Neil Cantle, principal and consulting actuary, Milliman
Cantle's activities at Milliman include ERM, mergers and acquisitions, product development, longevity and corp-orate restructuring. A major contributor to research in his field, he also leads the development of Milliman's CRisALIS, a methodology for analysing and quantifying enterprise risk.
Who do you most admire in the field of risk management?
Nature – it never ceases to amaze me how often solutions to problems of complexity have already been solved somewhere in nature, and usually rather elegantly.
What have you learnt about communicating risk?
Risk communication is a conversation not a broadcast. Risk is relative and perceived – just because you think something is terribly important and risky it does not follow that others will agree. The communication therefore has to resonate with different perspectives and take care to explain the journey that you took in reaching your conclusion that something is a problem. That way, others have the opportunity to conclude likewise or to explain to you why their view differs.
What are the major challenges ahead?
The increasingly interconnected nature of things tends to mean that new disasters escalate and spread quickly. Most companies simply are not set up to react that fast and commercial pressures often drive behaviours which remove flexibility. A different mind-set and organisational structures are needed to achieve the required resilience.
What will be the next big development in risk management?
Embracing complexity and therefore accepting that you cannot continue to apply "command and control" methods. Faced with complexity you need to move to formal decentralised models of influence coupled with good enterprise-wide information so that local decisions are made while being cognisant of the bigger picture. Acceptance that many things remain unknown and unknowable in detail will also drive a trend towards formally planning for resilience. This will necessitate an improvement in detection and monitoring for non-linear patterns and the ability to extrapolate from them. All of this will increase the pressure on risk management to move further from oversight towards insight as its main role.
What are your other interests?
With a busy work life it is nice to spend time with the family. We are fortunate enough to live in pretty part of the countryside so we can go out and enjoy that when we aren't dashing to the usual array of riding lessons, sports fixtures, etc. I would also have to confess to a slight weakness for cars.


# [TO DO]
Every line of the entries with the word "products" in it should be shown.

# [DATA SECTION]
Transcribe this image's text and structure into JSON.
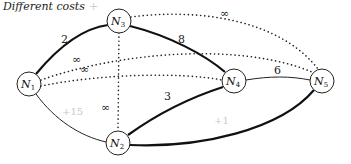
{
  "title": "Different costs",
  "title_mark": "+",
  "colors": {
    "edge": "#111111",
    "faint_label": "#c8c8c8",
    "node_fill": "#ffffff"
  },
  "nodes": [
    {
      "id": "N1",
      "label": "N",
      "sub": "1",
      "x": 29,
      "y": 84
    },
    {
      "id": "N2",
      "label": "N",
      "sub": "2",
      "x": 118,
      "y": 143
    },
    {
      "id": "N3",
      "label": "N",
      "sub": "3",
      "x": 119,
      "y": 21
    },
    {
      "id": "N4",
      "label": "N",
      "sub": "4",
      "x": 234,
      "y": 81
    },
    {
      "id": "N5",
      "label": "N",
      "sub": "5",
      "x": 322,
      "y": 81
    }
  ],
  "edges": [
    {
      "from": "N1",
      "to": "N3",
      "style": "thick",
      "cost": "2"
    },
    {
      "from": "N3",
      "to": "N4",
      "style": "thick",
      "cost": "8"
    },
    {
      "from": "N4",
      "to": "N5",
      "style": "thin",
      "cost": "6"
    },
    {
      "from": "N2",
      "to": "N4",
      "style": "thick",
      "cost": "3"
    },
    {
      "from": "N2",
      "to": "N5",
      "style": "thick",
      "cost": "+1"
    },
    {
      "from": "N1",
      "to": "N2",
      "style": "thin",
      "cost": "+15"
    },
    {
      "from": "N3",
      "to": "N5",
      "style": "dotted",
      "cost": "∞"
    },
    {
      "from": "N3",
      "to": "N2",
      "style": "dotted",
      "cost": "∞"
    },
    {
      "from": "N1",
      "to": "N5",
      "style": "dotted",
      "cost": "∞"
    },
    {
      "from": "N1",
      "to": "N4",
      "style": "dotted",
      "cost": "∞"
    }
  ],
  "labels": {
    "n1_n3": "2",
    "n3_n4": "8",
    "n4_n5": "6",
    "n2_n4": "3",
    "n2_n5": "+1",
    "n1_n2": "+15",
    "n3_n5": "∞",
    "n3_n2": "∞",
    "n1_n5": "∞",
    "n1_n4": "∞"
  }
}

...

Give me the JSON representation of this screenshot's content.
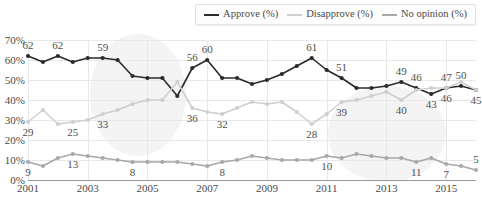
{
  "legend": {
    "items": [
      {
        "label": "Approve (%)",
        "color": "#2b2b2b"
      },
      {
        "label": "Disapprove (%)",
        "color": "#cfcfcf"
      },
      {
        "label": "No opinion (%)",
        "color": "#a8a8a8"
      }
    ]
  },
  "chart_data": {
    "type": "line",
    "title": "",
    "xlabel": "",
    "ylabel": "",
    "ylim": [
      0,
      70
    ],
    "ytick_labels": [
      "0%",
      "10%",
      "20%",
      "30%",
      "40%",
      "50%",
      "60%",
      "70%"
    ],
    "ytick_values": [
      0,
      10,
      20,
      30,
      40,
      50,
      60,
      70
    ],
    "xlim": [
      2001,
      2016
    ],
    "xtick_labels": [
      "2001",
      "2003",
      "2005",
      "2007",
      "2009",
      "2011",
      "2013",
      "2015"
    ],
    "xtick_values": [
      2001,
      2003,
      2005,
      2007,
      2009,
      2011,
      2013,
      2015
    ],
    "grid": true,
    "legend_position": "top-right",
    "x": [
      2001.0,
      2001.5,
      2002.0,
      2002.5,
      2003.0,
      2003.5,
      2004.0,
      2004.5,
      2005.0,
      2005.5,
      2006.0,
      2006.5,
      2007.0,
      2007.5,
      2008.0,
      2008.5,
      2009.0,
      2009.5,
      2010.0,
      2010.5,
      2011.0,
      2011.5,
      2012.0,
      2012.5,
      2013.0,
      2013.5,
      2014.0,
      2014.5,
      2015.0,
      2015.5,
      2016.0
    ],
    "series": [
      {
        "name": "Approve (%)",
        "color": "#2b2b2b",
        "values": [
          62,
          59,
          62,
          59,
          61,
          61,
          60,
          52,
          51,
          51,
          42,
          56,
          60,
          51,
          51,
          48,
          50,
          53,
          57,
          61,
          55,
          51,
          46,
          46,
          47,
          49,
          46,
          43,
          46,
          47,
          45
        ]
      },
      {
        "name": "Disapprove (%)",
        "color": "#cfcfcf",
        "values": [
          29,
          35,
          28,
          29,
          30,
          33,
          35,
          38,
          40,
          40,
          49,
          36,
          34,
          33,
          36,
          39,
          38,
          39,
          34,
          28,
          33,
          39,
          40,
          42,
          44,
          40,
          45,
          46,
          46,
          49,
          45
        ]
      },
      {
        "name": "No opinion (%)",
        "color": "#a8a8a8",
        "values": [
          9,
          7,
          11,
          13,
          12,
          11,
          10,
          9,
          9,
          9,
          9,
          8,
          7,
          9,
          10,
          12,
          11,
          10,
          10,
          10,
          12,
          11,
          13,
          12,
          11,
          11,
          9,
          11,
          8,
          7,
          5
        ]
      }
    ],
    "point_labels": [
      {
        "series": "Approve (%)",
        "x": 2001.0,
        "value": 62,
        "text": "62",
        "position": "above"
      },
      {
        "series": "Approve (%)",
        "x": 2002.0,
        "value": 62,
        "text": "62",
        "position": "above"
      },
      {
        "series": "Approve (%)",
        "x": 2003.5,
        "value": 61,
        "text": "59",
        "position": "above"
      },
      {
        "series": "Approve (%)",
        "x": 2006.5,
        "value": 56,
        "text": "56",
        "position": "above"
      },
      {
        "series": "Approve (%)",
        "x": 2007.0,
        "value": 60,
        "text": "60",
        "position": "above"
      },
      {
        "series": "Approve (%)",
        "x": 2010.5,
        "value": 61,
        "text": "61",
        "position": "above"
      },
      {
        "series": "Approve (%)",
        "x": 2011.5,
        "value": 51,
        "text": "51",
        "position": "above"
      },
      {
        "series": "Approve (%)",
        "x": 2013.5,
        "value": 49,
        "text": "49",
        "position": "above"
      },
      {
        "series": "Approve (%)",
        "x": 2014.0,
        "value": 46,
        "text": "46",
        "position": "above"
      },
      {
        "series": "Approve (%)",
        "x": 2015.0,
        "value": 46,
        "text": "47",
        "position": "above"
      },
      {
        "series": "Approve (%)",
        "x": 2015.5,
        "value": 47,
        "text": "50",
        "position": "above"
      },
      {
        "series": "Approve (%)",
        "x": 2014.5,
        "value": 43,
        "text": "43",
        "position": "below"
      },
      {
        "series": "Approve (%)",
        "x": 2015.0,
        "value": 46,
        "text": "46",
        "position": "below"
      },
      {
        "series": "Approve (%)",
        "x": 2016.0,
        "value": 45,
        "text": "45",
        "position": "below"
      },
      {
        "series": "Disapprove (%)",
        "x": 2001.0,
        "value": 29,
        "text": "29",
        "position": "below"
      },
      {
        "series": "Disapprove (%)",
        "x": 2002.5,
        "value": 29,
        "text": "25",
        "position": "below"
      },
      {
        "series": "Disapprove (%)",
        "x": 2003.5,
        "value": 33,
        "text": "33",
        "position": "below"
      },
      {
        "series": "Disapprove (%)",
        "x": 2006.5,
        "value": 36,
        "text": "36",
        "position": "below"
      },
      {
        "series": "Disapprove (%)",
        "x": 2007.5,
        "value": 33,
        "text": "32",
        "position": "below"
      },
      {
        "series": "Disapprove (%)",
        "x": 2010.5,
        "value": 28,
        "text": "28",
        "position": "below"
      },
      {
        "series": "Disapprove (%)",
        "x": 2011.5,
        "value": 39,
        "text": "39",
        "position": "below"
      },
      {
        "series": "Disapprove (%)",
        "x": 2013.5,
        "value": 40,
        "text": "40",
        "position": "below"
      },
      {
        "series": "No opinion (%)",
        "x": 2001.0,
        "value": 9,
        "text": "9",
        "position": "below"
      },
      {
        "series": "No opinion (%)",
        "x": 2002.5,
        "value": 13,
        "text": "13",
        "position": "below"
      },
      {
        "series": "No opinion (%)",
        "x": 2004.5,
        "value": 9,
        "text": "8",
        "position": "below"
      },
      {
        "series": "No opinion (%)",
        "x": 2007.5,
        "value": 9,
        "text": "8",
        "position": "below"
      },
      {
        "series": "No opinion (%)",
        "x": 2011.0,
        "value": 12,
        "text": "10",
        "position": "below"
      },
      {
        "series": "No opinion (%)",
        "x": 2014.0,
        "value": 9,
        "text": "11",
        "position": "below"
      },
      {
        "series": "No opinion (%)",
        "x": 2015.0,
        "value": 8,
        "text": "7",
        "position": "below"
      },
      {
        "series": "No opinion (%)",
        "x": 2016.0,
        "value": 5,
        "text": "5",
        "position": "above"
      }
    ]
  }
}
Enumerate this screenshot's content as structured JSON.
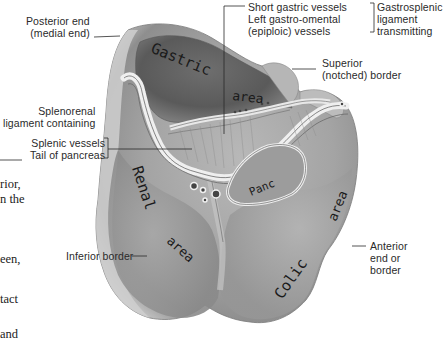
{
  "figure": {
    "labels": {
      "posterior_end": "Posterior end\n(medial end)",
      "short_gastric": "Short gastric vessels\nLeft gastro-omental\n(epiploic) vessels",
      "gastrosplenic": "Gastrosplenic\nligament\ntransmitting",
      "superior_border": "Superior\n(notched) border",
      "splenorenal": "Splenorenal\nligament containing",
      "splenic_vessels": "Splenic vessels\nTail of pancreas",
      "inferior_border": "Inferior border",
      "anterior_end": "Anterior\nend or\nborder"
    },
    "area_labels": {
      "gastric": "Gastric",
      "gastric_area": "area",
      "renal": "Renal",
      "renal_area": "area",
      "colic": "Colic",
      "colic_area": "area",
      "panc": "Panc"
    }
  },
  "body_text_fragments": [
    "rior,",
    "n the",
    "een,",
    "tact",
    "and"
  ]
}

---

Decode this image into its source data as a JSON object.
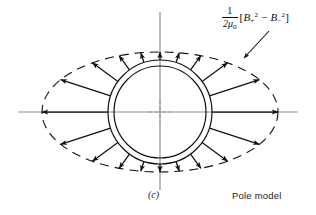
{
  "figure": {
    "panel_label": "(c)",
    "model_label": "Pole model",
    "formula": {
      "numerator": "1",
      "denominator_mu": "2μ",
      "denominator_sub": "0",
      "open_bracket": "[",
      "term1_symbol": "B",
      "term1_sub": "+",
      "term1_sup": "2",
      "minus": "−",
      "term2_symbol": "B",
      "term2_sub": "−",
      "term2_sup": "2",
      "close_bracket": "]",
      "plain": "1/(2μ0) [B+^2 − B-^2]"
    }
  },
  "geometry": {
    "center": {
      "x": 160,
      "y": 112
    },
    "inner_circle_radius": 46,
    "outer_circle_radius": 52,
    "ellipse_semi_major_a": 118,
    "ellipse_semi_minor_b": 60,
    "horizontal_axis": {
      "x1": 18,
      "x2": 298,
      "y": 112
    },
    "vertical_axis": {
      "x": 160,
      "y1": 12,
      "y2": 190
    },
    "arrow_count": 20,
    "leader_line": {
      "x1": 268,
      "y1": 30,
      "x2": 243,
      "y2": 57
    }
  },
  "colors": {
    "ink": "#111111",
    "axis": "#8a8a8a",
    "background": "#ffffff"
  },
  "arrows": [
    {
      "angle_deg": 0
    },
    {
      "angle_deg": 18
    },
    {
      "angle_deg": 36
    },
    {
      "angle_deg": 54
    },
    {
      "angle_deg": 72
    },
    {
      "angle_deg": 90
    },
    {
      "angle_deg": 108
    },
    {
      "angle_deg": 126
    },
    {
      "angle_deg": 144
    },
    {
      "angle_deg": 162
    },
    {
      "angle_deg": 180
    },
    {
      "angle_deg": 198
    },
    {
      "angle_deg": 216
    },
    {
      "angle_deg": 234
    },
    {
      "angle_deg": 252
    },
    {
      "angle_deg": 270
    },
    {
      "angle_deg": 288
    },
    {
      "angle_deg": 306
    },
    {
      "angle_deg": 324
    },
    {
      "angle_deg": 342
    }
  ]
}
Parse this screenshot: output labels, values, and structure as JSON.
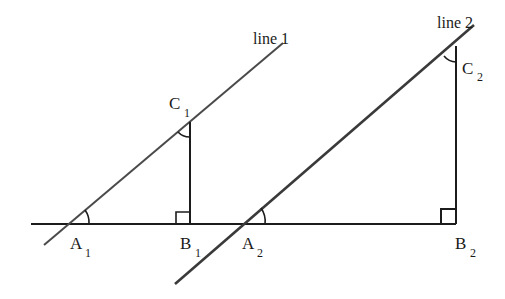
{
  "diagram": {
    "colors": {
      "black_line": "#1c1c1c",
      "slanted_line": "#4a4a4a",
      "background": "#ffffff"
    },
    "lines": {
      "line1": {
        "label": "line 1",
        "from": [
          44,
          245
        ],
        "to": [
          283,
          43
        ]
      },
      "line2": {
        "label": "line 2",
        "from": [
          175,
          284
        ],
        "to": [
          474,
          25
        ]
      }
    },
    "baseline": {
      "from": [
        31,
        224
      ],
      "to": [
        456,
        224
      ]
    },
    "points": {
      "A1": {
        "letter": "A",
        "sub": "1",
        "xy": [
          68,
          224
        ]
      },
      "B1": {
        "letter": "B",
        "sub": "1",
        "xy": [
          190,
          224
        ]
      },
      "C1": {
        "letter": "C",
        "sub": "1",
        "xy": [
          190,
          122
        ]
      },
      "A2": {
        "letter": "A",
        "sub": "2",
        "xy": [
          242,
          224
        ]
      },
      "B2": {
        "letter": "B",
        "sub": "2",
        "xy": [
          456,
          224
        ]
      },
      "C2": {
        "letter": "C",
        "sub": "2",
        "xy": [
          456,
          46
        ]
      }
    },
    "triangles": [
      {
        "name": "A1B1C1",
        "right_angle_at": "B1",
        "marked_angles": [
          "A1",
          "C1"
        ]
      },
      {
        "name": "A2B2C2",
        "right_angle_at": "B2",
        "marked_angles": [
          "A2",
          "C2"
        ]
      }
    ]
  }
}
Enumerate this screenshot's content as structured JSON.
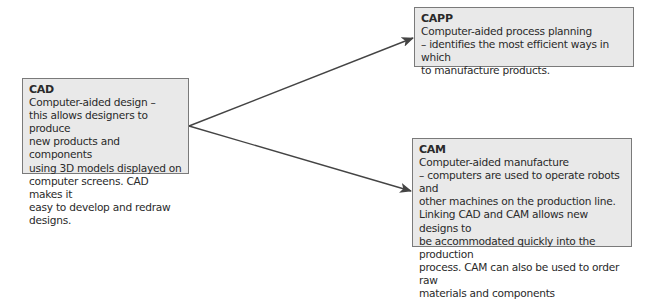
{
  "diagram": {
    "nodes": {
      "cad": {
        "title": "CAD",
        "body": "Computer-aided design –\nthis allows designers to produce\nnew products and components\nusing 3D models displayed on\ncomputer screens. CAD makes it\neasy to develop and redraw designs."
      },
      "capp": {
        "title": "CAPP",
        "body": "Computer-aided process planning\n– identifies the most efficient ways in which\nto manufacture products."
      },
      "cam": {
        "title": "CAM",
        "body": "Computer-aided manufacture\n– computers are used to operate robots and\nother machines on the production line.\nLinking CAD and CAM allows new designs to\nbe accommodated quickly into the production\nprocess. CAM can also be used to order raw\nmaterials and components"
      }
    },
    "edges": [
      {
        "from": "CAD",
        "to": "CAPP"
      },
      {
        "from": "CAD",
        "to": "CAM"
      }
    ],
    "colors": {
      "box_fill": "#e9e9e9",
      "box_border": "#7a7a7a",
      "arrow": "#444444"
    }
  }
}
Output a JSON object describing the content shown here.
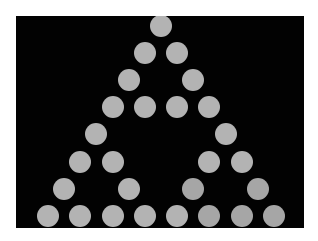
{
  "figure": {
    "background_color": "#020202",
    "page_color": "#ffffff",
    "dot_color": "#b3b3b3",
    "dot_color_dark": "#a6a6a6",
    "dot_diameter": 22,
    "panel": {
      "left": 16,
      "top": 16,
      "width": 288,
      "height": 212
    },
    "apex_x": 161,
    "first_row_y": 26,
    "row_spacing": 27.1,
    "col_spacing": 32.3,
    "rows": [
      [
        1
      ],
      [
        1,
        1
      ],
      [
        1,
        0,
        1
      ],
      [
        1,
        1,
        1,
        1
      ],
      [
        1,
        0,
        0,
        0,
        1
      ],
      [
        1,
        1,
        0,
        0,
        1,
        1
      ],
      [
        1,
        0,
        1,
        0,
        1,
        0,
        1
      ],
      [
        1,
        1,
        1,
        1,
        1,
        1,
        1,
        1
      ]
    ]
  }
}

# [RESULT]
        "body": "Computer-aided design –\nthis allows designers to produce\nnew products and components\nusing 3D models displayed on\ncomputer screens. CAD makes it\neasy to develop and redraw designs."
        "body": "Computer-aided process planning\n– identifies the most efficient ways in which\nto manufacture products."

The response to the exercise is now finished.